MDOC declined to comment, pointing to a statement by Hall 20 days after the escape that said, “While understaffing has not been directly attributed to the July 5 [2018] escape, it could be a contributing factor that ultimately affects public safety.”
In the wake of the escape and subsequent inmate violence, SMCI appointed a new prison superintendent.
These days, Turner calls SMCI “a ticking time bomb.”
‘The Prison Is Run by the Prisoners’
In the middle of the night on May 30, 2018, a nurse on her rounds found 57-year-old inmate Eddie Shorty bleeding in his cell, according to an incident report obtained by the Mississippi Center for Investigative Reporting.

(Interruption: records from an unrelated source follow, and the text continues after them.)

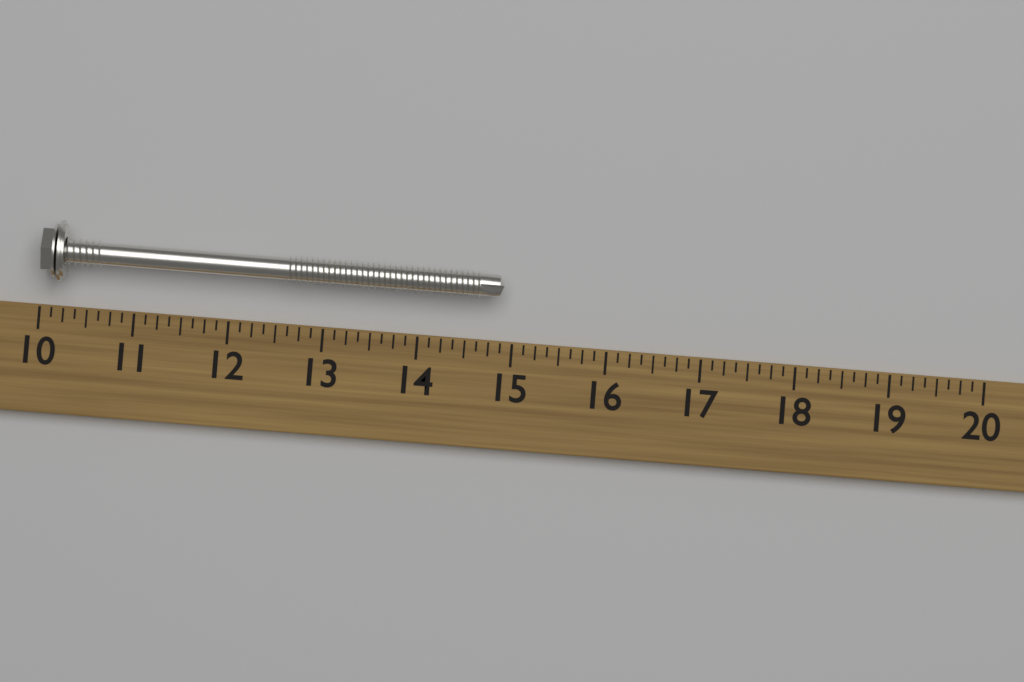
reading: 14.875 (no unit)
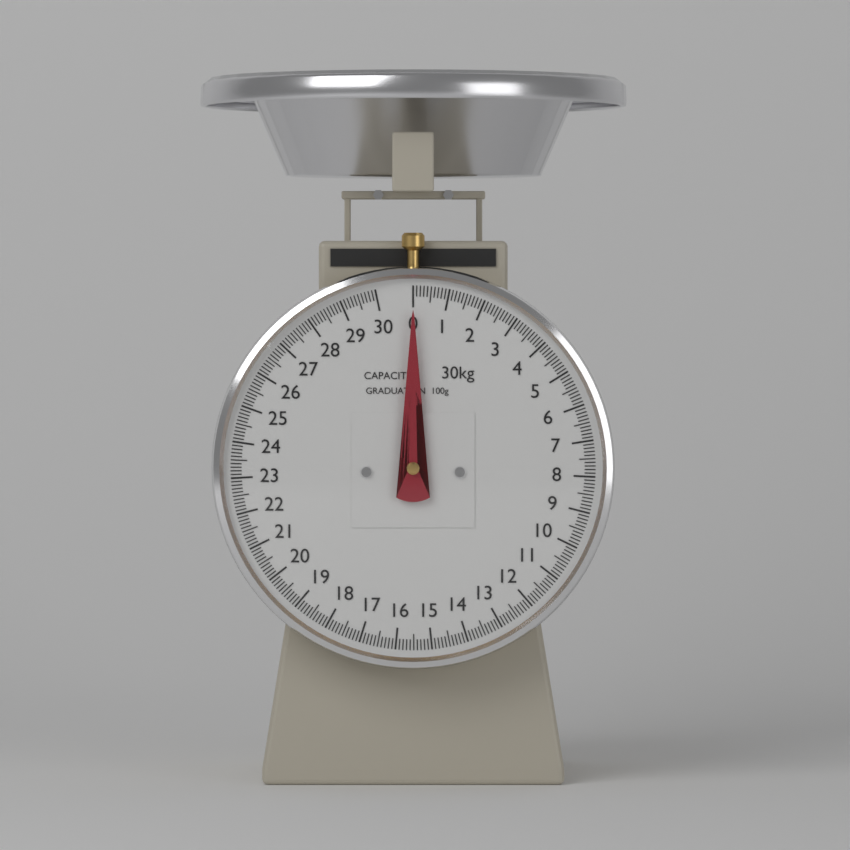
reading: 0.0 kg
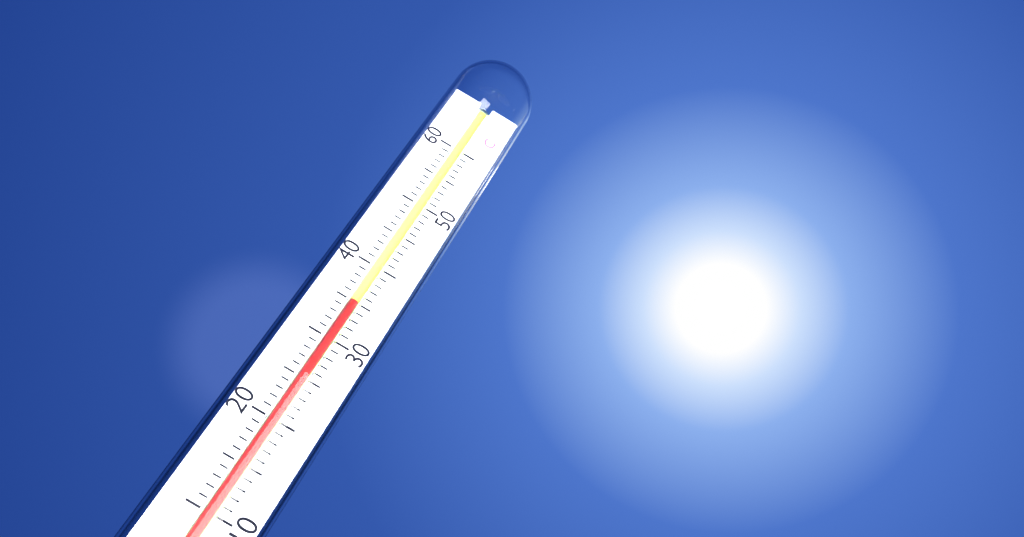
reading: 35 °C
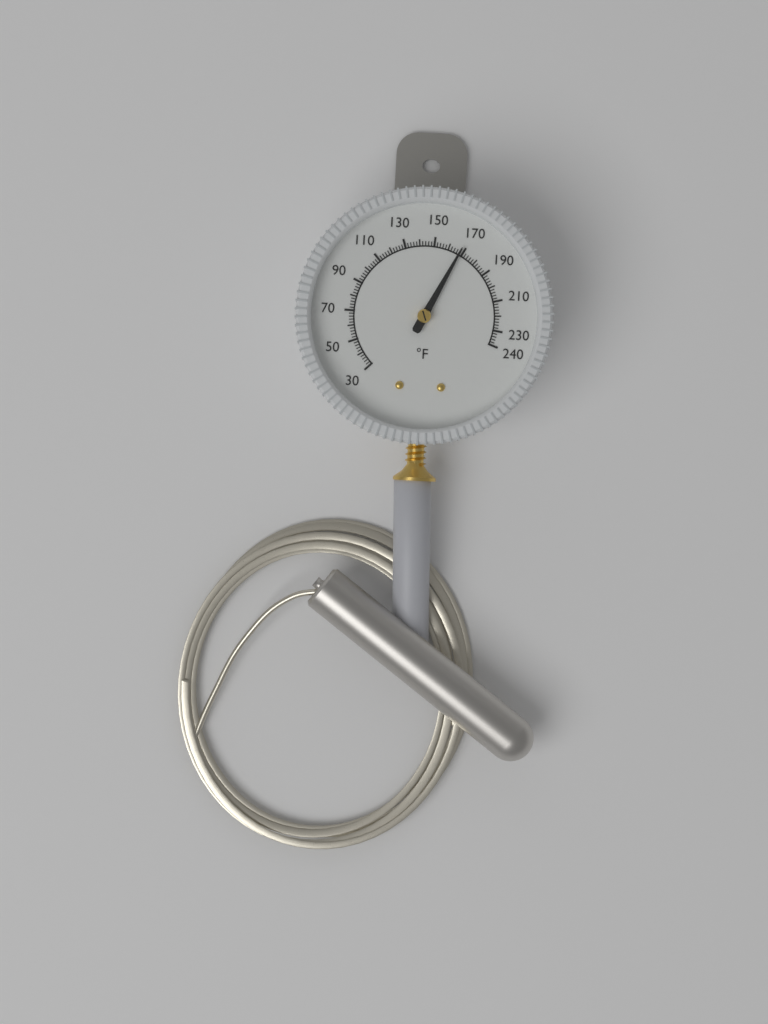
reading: 168 °F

Inmates say they heard Shorty, who had been placed in a separate part of the prison under closer scrutiny to ensure his safety, begging an officer for weeks to move him because his cellmate, Jace Hicks, was abusing and extorting him.
On the night of May 29, “we listened as Eddie screamed for help as he was being beaten to death,” said one inmate, who spoke on the condition of anonymity because he feared retaliation. “We had beat on the cell doors for hours, trying to summon help … all the officer in the tower would do is yell over the P.A. speaker for us to ‘shut the hell up.’”
No help ever came, he said. “Nobody counted or done a single security check that night.”
Under MDOC policy, officers are required to regularly count inmates, as often as once an hour, but a recent memo from the SMCI superintendent discussed the problem of officers failing to count: “Any Staff falsifying count will be reprimanded. This STOPS NOW!”
MDOC spokeswoman Grace Fisher declined to confirm or comment on the memo, which was posted in an inmate dayroom. “I do not discuss internal security matters,” she said.
According to the State Medical Examiner’s Office, Shorty died of blunt force injuries with strangulation.
Hicks, who has pleaded not guilty to a murder charge, told the Mississippi Center for Investigative Reporting in a telephone interview that Shorty began sexually assaulting him. Hicks said authorities disposed of his blood-stained boxers he claimed was evidence of sexual assault.
Hicks acknowledged “nobody came for another four or five hours” after the two men had literally fought to the death.
A little over two months later, an inmate broke into the maximum security cell of Tony Howard Jr., doused him with gasoline and set him on fire.